Sunday 11 December 2011

Will Iowa 2008 be repeated as farce?

Those who witnessed the Iowa caucuses four years ago reported two phenomena: the impressively well oiled Obama operation on the ground and the surge of grassroots support for him that very few had anticipated. In retrospect, it seems easier to understand the unattractiveness of Hillary Clinton as the inevitable candidate who would usher in a marginal flip back to the Democratic version of business-as-usual. She represented amorphous centrism, for some (complicity, for others) rather than a clean break with the disastrous W years, most starkly symbolized by her endorsement of the Iraq aggression and conquest. Obama captured the yearning for a new approach.

Well, we know how that turned out, but the yearning hasn’t gone away, and if anything is stronger than ever on both sides of the red-blue divide. That, I believe, contributes to the Republican base’s inability to lose its virginity to the Mitt: they know he’ll be a good provider, but there’s no passion. He’s predictable, pragmatic and exudes perfect-hair more-of-the-sameness.

I suspect this year’s surprise is going to be Ron Paul, the marginalized, ignored, and mocked candidate treated as mostly a joke. He’s blunt, uncompromising, lively, and consistently radical, yet he doesn’t sound nasty or mean-spirited like the others. His campaign ads display a youthful, hip aesthetic, and his libertarian views set him apart from the Washington establishment, which constantly does him the favor of pretending he doesn’t exist or shouldn’t—a reaction not lost on voters.

Alone among the GOP contenders, he thinks wars in Afghanistan and elsewhere are a bad idea, and he dares to suggest decriminalizing drugs along with dismantling whole government departments and smashing the Federal Reserve. For a confused teen with an anti-government worldview, this odd combination can make a lot of sense.

Paul’s poll numbers are already substantial in Iowa, and the caucuses are a month away. The Grinch is riding high, but the recent spotlight should burn off a good deal of his sudden luster. Romney remains Romney, alas, and the others have speed-dated themselves into the back corners of the dance hall. In an electoral season with more volatility than the Dow Jones industrials, a Paul surge makes perverse sense.

Not that his winning in Iowa would necessarily mean much. But it would throw the masters of the universe into a whole new panic, and that would almost make the agonizing prospect of a whole year of this foolishness bearable.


ASSIGNMENT »
All of the data that follows should be given again exactly, without its images.

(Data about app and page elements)

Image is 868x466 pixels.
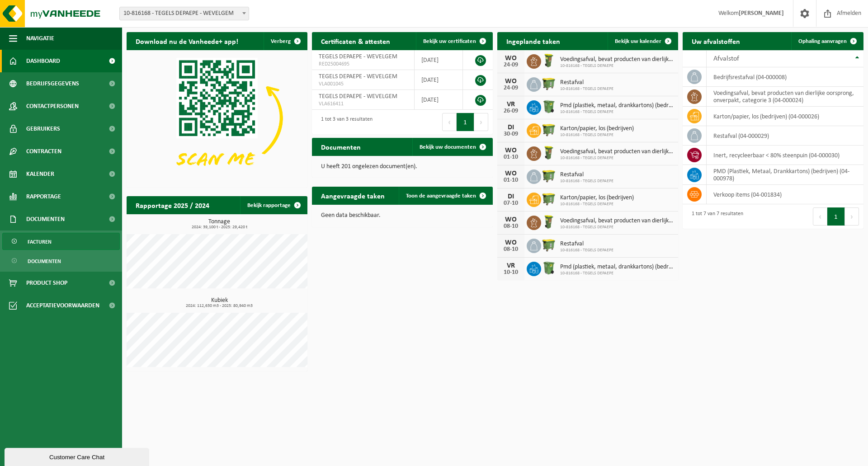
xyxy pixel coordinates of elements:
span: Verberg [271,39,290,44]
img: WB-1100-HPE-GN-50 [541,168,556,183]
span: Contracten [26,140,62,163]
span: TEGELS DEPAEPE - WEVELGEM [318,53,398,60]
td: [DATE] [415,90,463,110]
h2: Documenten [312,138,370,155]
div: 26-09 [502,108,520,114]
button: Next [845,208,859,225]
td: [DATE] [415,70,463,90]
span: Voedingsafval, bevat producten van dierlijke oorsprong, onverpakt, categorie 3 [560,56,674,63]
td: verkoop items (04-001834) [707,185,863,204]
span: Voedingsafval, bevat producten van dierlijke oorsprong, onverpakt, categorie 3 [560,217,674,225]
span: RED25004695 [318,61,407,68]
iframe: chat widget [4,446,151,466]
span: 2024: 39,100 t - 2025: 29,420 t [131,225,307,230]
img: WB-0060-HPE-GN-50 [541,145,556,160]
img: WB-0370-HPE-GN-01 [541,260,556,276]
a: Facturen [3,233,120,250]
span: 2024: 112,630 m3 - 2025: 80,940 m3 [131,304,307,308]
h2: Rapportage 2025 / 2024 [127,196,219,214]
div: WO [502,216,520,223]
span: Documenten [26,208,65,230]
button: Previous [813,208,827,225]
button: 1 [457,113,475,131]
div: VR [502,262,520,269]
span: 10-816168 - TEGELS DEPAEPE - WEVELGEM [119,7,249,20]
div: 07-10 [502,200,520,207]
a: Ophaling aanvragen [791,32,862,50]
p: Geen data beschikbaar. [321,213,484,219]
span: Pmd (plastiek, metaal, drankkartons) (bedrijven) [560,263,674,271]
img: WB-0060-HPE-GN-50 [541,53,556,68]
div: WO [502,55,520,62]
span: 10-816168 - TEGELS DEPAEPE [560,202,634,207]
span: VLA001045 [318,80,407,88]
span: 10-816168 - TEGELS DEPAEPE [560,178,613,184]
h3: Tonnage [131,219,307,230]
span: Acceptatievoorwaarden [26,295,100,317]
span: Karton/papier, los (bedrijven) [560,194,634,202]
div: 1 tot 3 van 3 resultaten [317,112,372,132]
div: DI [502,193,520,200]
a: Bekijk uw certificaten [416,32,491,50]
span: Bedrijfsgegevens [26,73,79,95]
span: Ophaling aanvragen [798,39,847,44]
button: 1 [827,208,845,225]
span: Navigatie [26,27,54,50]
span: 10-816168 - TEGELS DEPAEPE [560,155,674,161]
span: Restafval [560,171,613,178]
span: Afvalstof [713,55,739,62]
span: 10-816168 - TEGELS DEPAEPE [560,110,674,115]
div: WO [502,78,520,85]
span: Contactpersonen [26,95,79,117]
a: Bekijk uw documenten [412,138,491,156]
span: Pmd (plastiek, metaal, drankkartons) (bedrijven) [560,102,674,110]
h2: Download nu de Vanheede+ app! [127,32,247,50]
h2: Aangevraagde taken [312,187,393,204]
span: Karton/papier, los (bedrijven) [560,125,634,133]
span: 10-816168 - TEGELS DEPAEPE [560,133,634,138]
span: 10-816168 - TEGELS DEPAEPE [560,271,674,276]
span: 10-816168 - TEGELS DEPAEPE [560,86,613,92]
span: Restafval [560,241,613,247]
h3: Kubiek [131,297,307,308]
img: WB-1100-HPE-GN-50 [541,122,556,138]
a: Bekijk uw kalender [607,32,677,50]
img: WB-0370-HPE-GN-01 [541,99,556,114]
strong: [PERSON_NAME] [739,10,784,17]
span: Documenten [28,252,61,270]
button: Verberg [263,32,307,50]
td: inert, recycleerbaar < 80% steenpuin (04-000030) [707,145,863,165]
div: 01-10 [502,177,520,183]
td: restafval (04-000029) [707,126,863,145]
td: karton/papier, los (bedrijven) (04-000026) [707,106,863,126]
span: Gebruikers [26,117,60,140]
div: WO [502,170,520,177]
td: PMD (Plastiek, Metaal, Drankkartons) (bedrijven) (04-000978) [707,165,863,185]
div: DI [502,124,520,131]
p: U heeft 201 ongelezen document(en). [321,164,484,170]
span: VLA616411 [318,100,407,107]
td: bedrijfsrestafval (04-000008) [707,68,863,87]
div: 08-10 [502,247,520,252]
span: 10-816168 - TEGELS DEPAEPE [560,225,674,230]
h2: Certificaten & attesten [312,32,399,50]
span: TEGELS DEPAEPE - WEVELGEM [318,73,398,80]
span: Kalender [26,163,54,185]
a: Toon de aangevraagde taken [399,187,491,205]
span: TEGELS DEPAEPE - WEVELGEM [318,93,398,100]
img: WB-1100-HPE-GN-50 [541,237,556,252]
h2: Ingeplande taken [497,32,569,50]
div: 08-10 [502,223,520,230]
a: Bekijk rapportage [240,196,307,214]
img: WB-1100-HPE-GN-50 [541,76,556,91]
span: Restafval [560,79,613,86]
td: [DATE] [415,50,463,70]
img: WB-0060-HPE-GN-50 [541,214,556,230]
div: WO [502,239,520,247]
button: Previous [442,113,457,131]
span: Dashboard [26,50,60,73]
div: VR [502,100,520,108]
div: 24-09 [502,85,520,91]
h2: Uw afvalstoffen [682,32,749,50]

SOLUTION TO THIS PROBLEM »
Image is 868x466 pixels.
xyxy pixel coordinates of elements:
span: Verberg [271,39,290,44]
img: WB-1100-HPE-GN-50 [541,168,556,183]
span: Contracten [26,140,62,163]
span: TEGELS DEPAEPE - WEVELGEM [318,53,398,60]
td: [DATE] [415,90,463,110]
h2: Documenten [312,138,370,155]
div: 26-09 [502,108,520,114]
button: Next [845,208,859,225]
td: [DATE] [415,70,463,90]
span: Voedingsafval, bevat producten van dierlijke oorsprong, onverpakt, categorie 3 [560,56,674,63]
td: verkoop items (04-001834) [707,185,863,204]
span: Voedingsafval, bevat producten van dierlijke oorsprong, onverpakt, categorie 3 [560,217,674,225]
span: RED25004695 [318,61,407,68]
iframe: chat widget [4,446,151,466]
span: 2024: 39,100 t - 2025: 29,420 t [131,225,307,230]
img: WB-0060-HPE-GN-50 [541,145,556,160]
img: WB-0370-HPE-GN-01 [541,260,556,276]
a: Facturen [3,233,120,250]
span: 2024: 112,630 m3 - 2025: 80,940 m3 [131,304,307,308]
h2: Rapportage 2025 / 2024 [127,196,219,214]
div: WO [502,216,520,223]
span: Documenten [26,208,65,230]
button: Previous [813,208,827,225]
button: 1 [457,113,475,131]
div: VR [502,262,520,269]
span: 10-816168 - TEGELS DEPAEPE - WEVELGEM [119,7,249,20]
div: 07-10 [502,200,520,207]
a: Ophaling aanvragen [791,32,862,50]
p: Geen data beschikbaar. [321,213,484,219]
span: Pmd (plastiek, metaal, drankkartons) (bedrijven) [560,263,674,271]
img: WB-0060-HPE-GN-50 [541,53,556,68]
div: WO [502,55,520,62]
span: 10-816168 - TEGELS DEPAEPE [560,202,634,207]
span: VLA001045 [318,80,407,88]
span: 10-816168 - TEGELS DEPAEPE [560,178,613,184]
h3: Tonnage [131,219,307,230]
span: Acceptatievoorwaarden [26,295,100,317]
span: Karton/papier, los (bedrijven) [560,194,634,202]
div: 1 tot 3 van 3 resultaten [317,112,372,132]
div: DI [502,193,520,200]
a: Bekijk uw certificaten [416,32,491,50]
span: Bedrijfsgegevens [26,73,79,95]
span: Ophaling aanvragen [798,39,847,44]
button: 1 [827,208,845,225]
span: Navigatie [26,27,54,50]
span: 10-816168 - TEGELS DEPAEPE [560,155,674,161]
span: Restafval [560,171,613,178]
span: Afvalstof [713,55,739,62]
span: 10-816168 - TEGELS DEPAEPE [560,110,674,115]
div: WO [502,78,520,85]
span: Contactpersonen [26,95,79,117]
a: Bekijk uw documenten [412,138,491,156]
span: Pmd (plastiek, metaal, drankkartons) (bedrijven) [560,102,674,110]
h2: Download nu de Vanheede+ app! [127,32,247,50]
h2: Aangevraagde taken [312,187,393,204]
span: Karton/papier, los (bedrijven) [560,125,634,133]
span: 10-816168 - TEGELS DEPAEPE [560,133,634,138]
span: 10-816168 - TEGELS DEPAEPE [560,271,674,276]
span: 10-816168 - TEGELS DEPAEPE [560,86,613,92]
span: Restafval [560,241,613,247]
h3: Kubiek [131,297,307,308]
img: WB-1100-HPE-GN-50 [541,122,556,138]
a: Bekijk uw kalender [607,32,677,50]
img: WB-0370-HPE-GN-01 [541,99,556,114]
strong: [PERSON_NAME] [739,10,784,17]
span: Documenten [28,252,61,270]
button: Verberg [263,32,307,50]
td: inert, recycleerbaar < 80% steenpuin (04-000030) [707,145,863,165]
div: 01-10 [502,177,520,183]
td: restafval (04-000029) [707,126,863,145]
td: karton/papier, los (bedrijven) (04-000026) [707,106,863,126]
span: Gebruikers [26,117,60,140]
div: WO [502,170,520,177]
td: PMD (Plastiek, Metaal, Drankkartons) (bedrijven) (04-000978) [707,165,863,185]
div: DI [502,124,520,131]
p: U heeft 201 ongelezen document(en). [321,164,484,170]
span: VLA616411 [318,100,407,107]
td: bedrijfsrestafval (04-000008) [707,68,863,87]
div: 08-10 [502,247,520,252]
span: 10-816168 - TEGELS DEPAEPE [560,225,674,230]
h2: Certificaten & attesten [312,32,399,50]
span: TEGELS DEPAEPE - WEVELGEM [318,73,398,80]
span: Kalender [26,163,54,185]
a: Toon de aangevraagde taken [399,187,491,205]
span: TEGELS DEPAEPE - WEVELGEM [318,93,398,100]
img: WB-1100-HPE-GN-50 [541,237,556,252]
h2: Ingeplande taken [497,32,569,50]
div: 08-10 [502,223,520,230]
a: Bekijk rapportage [240,196,307,214]
img: WB-1100-HPE-GN-50 [541,76,556,91]
span: Restafval [560,79,613,86]
td: [DATE] [415,50,463,70]
img: WB-0060-HPE-GN-50 [541,214,556,230]
div: WO [502,239,520,247]
button: Previous [442,113,457,131]
span: Dashboard [26,50,60,73]
div: VR [502,100,520,108]
div: 24-09 [502,85,520,91]
h2: Uw afvalstoffen [682,32,749,50]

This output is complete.